You won't believe the California wine industry's latest new-age craze.
They lived for excitement, but the FBI got the final thrill.
Chuck Bundrant built an unlikely seafood empire--with a little help from Alaska Senator Ted Stevens.
How a benevolent billionaire mayor ended up owning us all.
![]() |
| Photo by Andrew Hetherington/Redux |
We all know that this film had some built-in traction because the screenwriter,
Craig Brewer, is white and therefore automatically controversial. But let’s get
some other things out of the way: Yes, John Singleton produced. Yes, the film
has been championed by the likes of cinematic activist Spike Lee. Yes, Singleton
and Lee have both made notable films of their own, some of which were specifically
aimed at countering the black pablum coming out of Hollywood. Can they be wrong-headed
sometimes? Self-serving, shortsighted, willing to ignore the content of a black
independent film for the sake of proving that it too can find that coveted crossover
audience, like My Big Fat Greek Wedding, March of the Penguins and
dozens of other low-budget hits of the past decade? In a word, yes. Now back to
the subject at hand. I was suspicious from the moment I read all the prerelease
Hustle hype and saw the lurid billboards advertising the film, which blanketed
South-Central like so many velvet paintings. Even so, I went hoping for the best;
nobody has to convince me that Terrence Howard is a good actor. But 15 minutes
into a showing of the film at the ArcLight Theater, I realized that not even Howard,
as the movie’s pimp-rapper protagonist, DJay, could temper the fact that Hustle
& Flow is bound to be the most despicable film of 2005.

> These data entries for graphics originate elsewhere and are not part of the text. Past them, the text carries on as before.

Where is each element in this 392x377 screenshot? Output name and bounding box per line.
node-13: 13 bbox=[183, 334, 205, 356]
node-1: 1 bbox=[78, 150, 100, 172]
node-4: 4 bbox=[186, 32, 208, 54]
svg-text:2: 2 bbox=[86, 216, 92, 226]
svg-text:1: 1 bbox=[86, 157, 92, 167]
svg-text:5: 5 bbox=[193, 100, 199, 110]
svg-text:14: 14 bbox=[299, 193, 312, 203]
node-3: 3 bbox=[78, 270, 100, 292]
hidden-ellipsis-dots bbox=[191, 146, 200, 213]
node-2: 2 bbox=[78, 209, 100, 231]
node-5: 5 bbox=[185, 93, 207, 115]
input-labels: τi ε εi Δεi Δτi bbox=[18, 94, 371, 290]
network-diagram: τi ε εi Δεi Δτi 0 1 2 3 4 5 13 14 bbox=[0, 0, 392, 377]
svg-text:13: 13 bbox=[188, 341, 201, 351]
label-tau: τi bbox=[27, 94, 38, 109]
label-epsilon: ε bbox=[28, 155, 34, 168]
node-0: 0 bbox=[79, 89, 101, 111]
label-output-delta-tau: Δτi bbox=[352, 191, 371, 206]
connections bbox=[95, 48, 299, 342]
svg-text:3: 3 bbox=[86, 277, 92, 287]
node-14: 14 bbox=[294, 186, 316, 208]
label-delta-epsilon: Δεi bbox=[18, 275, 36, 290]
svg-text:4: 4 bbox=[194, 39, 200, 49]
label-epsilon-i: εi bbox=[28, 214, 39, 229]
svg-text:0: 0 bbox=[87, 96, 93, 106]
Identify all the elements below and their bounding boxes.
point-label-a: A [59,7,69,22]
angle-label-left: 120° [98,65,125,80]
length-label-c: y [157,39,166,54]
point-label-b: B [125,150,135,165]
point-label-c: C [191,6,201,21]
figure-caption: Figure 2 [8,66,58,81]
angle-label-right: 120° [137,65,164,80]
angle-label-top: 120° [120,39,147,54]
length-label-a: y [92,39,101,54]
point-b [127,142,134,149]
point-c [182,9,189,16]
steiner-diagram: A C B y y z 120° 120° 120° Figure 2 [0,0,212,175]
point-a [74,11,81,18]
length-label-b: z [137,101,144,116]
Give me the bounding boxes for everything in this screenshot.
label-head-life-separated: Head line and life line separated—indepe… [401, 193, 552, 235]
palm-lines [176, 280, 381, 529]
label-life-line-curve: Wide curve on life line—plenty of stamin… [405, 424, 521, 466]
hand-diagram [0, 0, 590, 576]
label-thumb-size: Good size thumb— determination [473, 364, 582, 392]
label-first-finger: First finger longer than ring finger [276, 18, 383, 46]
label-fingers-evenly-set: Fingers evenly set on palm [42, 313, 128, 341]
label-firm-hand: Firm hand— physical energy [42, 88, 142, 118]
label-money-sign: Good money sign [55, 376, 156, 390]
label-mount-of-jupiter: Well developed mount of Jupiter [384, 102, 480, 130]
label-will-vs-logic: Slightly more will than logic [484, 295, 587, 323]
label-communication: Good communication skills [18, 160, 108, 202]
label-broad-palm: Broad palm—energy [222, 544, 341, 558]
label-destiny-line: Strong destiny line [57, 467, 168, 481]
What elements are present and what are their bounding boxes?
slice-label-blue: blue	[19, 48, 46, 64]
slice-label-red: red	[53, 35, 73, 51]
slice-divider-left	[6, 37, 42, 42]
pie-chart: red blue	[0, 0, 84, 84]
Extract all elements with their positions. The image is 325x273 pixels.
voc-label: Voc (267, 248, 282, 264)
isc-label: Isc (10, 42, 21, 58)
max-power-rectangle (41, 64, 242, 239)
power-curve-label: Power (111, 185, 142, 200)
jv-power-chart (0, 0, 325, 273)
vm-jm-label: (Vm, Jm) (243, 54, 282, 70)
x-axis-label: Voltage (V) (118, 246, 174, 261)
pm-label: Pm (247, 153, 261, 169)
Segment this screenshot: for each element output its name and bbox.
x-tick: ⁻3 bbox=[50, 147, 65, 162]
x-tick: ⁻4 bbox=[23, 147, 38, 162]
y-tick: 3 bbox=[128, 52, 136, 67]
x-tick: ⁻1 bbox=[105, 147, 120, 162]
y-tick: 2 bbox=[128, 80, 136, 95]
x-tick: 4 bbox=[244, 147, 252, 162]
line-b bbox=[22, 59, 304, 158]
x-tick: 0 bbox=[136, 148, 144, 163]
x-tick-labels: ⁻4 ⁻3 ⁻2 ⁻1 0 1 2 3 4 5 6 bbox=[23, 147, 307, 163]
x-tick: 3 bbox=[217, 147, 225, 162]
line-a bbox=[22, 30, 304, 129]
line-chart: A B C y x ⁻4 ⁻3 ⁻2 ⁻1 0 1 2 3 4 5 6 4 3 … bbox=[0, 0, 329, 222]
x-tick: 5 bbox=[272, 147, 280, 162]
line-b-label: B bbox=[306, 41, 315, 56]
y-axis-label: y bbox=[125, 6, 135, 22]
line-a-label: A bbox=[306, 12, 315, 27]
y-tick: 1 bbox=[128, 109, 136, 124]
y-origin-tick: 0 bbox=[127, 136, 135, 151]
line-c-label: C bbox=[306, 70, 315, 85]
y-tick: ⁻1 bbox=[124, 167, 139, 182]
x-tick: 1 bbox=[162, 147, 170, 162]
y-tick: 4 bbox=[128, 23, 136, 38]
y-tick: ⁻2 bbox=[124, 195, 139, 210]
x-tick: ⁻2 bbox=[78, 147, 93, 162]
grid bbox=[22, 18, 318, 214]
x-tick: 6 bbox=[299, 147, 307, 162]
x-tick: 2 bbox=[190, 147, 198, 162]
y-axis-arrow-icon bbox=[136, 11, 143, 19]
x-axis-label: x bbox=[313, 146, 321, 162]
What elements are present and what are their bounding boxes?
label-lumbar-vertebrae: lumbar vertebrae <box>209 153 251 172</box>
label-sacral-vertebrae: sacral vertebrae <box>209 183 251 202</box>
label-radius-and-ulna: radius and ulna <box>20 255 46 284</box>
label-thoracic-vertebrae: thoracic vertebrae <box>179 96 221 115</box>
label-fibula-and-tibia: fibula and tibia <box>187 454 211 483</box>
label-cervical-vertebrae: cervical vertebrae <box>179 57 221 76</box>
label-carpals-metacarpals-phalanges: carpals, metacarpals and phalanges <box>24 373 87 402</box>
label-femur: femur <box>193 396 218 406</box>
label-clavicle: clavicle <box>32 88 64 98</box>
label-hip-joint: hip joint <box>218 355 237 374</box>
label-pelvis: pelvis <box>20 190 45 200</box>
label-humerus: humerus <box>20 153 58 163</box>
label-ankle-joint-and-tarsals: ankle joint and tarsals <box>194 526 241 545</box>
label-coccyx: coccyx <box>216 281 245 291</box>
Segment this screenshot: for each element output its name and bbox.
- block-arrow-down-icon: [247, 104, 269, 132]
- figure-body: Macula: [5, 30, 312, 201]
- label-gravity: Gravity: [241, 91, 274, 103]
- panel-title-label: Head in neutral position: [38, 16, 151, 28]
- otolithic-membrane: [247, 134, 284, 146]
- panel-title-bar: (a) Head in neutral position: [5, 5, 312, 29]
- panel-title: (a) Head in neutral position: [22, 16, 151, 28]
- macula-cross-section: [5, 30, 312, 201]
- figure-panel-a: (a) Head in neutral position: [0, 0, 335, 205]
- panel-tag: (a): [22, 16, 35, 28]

At a time when white fantasies about black urban life have become routine, this movie, couched in full indie street cred courtesy of Sundance (where it won the Audience Award for dramatic feature), takes the genre to a level of exploitation and insult unique to the millennium. This is a nigger-fest minus some of the saturated color and amped soundtrack that a studio-produced movie would have — in short, minus the gloss that at least acknowledges the cartoonishness of the whole enterprise. But no such self-awareness exists in Hustle and its stripped-down “real” world, where all black men are thugs, criminals or rap artists, or — what’s the difference, really? — aspiring to be. Otherwise, they’re not authentic black men, which is one of the movie’s most pernicious racial messages (and, believe me, there are many). So intent is Brewer to stay on message that he turns DJay’s high-school buddy Key (Anthony Anderson), a middle-class man with a legitimate job, into the antihero — a sap with a nice house, devoted wife and church habit who can’t fulfill his destiny until he starts laying down tracks for “Whoop That Trick” (née “Beat That Bitch”). Too bad that Anderson, who skewered such tropes so brilliantly in Malibu’s Most Wanted, is stuck having to do this role with a straight face. He deserves something more evolved.